Comment Nowhere to run to, Baby (Score 1) 31
How "bout those removable phone batteries?
How "bout those removable phone batteries?
Yeah, taxes are generally unavoidable for most people.
Hosting a blog on Substack is just a market choice among so many.
Apple and Google stores are a bit more grey; I'd allow it.
It's like those guys who find a Civil War chest with a hundred gold coins in it and call the FBI.
Clout is far too expensive.
This is the one where they investigate Office on Antitrust grounds and wind up settling for not bundling Edge.
I've seen it in reruns....
I said some kind words about Anthropic when they refused to do targeting foreign and domestic.
In retrospect that was myopic praise.
I resd a story about someone with Bitcoin keys on a laptop which they lost access to.
It was put on a shelf waiting for an exploit like this.
Not just not accurate but wrong.
That's like saying the price of the battery in an electric car is that car's price minus the price of a comparable ICE car. No, it isn't. There are more differences than just the battery.

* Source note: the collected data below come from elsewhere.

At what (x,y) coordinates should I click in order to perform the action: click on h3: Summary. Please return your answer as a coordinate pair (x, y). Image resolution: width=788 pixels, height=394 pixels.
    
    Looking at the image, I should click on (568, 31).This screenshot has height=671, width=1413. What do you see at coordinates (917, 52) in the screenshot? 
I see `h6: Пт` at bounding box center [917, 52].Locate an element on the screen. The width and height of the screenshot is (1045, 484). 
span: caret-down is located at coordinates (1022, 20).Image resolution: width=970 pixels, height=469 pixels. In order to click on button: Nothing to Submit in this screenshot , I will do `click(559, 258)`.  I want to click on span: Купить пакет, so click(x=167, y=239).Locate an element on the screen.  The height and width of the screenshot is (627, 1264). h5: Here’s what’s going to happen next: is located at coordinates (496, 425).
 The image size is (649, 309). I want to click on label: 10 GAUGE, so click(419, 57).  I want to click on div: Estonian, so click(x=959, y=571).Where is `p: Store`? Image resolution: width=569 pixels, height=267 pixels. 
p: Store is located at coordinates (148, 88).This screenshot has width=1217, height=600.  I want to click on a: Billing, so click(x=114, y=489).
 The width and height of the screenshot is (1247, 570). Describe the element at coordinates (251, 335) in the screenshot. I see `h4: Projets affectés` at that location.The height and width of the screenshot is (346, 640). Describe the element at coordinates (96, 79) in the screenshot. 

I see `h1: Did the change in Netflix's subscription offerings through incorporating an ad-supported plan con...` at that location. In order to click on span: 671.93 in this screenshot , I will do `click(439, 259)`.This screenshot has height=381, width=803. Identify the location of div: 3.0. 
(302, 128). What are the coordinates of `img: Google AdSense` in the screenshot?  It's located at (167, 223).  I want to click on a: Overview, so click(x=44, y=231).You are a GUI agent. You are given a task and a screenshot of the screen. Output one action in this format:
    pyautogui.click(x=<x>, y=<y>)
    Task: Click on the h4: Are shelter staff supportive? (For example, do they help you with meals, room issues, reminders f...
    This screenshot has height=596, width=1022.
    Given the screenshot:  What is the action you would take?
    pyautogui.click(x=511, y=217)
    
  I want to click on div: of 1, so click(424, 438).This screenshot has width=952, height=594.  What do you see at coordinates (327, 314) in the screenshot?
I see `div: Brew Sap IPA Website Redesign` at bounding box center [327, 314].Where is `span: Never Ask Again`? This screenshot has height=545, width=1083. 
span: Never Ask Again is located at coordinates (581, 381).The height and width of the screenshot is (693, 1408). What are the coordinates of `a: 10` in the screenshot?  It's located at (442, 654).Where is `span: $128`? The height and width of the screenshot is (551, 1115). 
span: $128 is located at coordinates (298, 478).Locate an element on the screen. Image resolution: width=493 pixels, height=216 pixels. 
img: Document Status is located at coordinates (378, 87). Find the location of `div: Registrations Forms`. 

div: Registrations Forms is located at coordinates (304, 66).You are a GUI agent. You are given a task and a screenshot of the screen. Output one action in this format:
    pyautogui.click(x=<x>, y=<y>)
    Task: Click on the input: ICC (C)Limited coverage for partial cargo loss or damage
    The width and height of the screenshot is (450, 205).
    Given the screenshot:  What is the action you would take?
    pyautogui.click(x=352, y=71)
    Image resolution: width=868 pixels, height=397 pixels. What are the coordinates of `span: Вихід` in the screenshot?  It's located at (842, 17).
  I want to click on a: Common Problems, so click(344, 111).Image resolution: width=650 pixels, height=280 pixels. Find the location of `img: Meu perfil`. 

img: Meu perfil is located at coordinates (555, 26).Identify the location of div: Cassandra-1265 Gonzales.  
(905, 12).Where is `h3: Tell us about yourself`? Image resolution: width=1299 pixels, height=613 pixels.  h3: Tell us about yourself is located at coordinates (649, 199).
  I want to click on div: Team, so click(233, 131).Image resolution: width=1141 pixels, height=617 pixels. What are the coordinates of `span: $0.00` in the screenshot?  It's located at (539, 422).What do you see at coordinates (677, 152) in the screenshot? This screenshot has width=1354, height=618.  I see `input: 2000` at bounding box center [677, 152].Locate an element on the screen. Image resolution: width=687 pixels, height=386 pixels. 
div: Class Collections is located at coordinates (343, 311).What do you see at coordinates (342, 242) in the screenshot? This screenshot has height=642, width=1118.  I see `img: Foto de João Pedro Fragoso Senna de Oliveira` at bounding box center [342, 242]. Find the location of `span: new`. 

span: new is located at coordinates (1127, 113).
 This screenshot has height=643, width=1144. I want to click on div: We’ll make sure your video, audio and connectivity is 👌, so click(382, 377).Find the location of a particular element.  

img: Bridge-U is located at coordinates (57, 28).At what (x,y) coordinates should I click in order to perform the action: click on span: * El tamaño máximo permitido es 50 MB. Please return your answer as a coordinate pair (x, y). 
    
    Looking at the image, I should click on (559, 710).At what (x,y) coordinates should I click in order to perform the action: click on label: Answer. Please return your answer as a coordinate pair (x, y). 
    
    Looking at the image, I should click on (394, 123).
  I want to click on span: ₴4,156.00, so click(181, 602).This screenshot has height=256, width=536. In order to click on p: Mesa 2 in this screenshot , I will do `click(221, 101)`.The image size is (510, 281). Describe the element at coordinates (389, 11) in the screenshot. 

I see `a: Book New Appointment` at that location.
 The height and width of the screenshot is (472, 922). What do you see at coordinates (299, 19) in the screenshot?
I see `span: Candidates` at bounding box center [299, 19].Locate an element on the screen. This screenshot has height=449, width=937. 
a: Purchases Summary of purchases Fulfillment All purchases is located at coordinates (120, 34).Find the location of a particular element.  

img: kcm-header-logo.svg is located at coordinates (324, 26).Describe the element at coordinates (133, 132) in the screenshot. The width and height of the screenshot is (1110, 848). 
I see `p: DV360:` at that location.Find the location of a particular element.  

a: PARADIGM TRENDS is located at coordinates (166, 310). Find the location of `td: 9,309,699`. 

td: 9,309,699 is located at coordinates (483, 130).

And yes, of course they recoup their development costs. But that doesn't mean that the OP is right in this context.
blacklist: esp4 esp6 rxrpc
If you already did it for dirtyfrag you're good.
Microsoft and Apple ensure that operating systems haven't got cheaper etc.
errr... Apple doesn't charge for its operating system. macOS literally doesn't have a price.
The trouble with Transhumanists is that they all imagine there will eventually be only one human per company with an army of AI's to do the work.
But they all think they'll be that one person.
Also, they're insane.
Boogergooks.
They've never met 7th Grade boys, have they?
When CUDA started taking off we had ATI hardware, to support their open source pledge, and looked into ROCm.
Just getting the drivers to build on EL-anything was an extreme effort, and it wasn't my first rodeo.
Without betraying confidences, I was told second-hand that there were only ten people on the GPU driver team across all platforms and that they were doing their best and not sleeping enough as it was, with Compute way behind gaming bugs on the priority list.
I couldn't independently verify of course but the theory fit the data.
I immediately empathized with the suffering of the devs and went out and bought nVidia cards, annoying binary drivers and all.
Since then I've felt like that some bean counter at AMD wrote nVidia a trillion dollar check.
If you're not a tiny company *overstaff* your engineering departments so you don't miss new opportunities as they arise. The opportunity costs exceed the opex costs.
Same here but this lack of support will matter much less than dropping i486.
There are still embedded systems sold today that only meet i486 specs. I don't use them but some industries do.
Sure a $12 ESP32 can handle those tasks but it's a revalidation thing.
Not that anybody from those vendors stepped forward to maintain a tree.
OTR might be small enough.
The Axolotl Ratchet is much better but perhaps too big for SMS.
TextSecure probably would have offered it were that feasible.
Of course if you can arrange one-time pads you're 1:1 at 140 characters.
This is about getting wholesalers to pay them to take the data about where they source their stuff and who they sell it to at what rates so Amazon can replace their step in the chain as well.
The solution of this problem is trivial and is left as an exercise for the reader.